Rowlett worked for WFAA-TV from 1974 to 1999, first as an investigative reporter and then as an evening news anchor. Rowlett told Media Matters WFAA "would have reported it as some kind of exclusive—and there was no exclusive—if O'Reilly had been standing outside the door."

"He stole that article out of the newspaper," Harris told Media Matters. "I guarantee Channel 8 didn't send him to Florida to do that story because it was a newspaper story. It was broken by The Dallas Morning News."

Questions about O'Reilly's coverage of de Mohrenschildt's death were first raised by former Washington Post reporter Jefferson Morley on his blog JFK Facts in 2013. "In his best-selling book Killing Kennedy, Bill O'Reilly tells a brief tale of an intrepid reporter—himself—chasing the historical truth of JFK's assassination in south Florida. But the story itself is a fiction, as O'Reilly reveals here in his own voice," Morley wrote.

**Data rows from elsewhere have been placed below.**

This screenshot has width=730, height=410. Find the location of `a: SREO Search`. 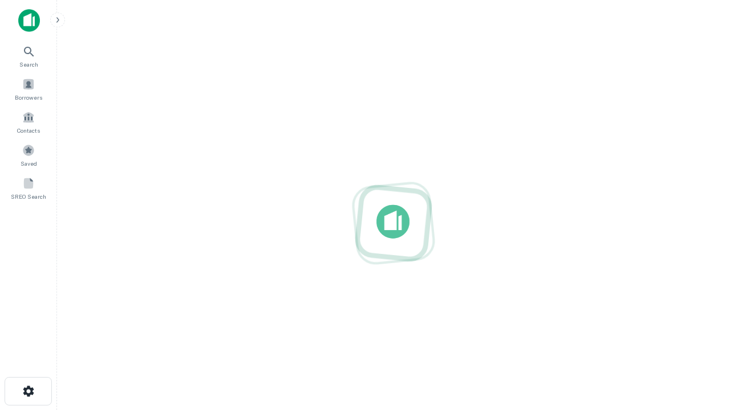

a: SREO Search is located at coordinates (29, 188).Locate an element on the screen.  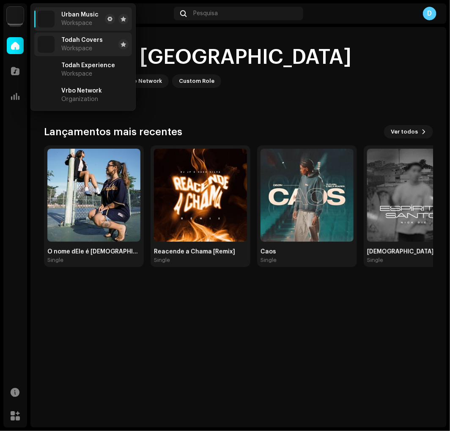
h3: Lançamentos mais recentes is located at coordinates (113, 132).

Morley's accusation is based on a series of tape recordings that he says are from calls between O'Reilly and Gaeton Fonzi, an investigator for the House Select Committee on Investigations tasked with interviewing de Mohrenschildt. In the tapes, Morley says, O'Reilly calls Fonzi, claims he has received a tip that de Mohrenschildt has killed himself and asks Fonzi to confirm. Fonzi's widow, Marie Fonzi, shared the tapes with Morley and says O'Reilly was in Dallas when de Mohrenschildt killed himself.

O'Reilly came under increased scrutiny after he criticized the American media in the wake of the Brian Williams scandal.

In the past, O'Reilly famously claimed Inside Edition won two Peabody Awards—the highest award for journalism in the United States—when he was an anchor there. In fact, Inside Edition won two Polk Awards, a somewhat less prestigious award.

A Fox News spokeswoman told Newsweek, "Bill O'Reilly has already addressed several claims leveled against him. This is nothing more than an orchestrated campaign by far left advocates Mother Jones and Media Matters. Responding to the unproven accusation du jour has become an exercise in futility. FOX News maintains its staunch support of O'Reilly, who is no stranger to calculated onslaughts."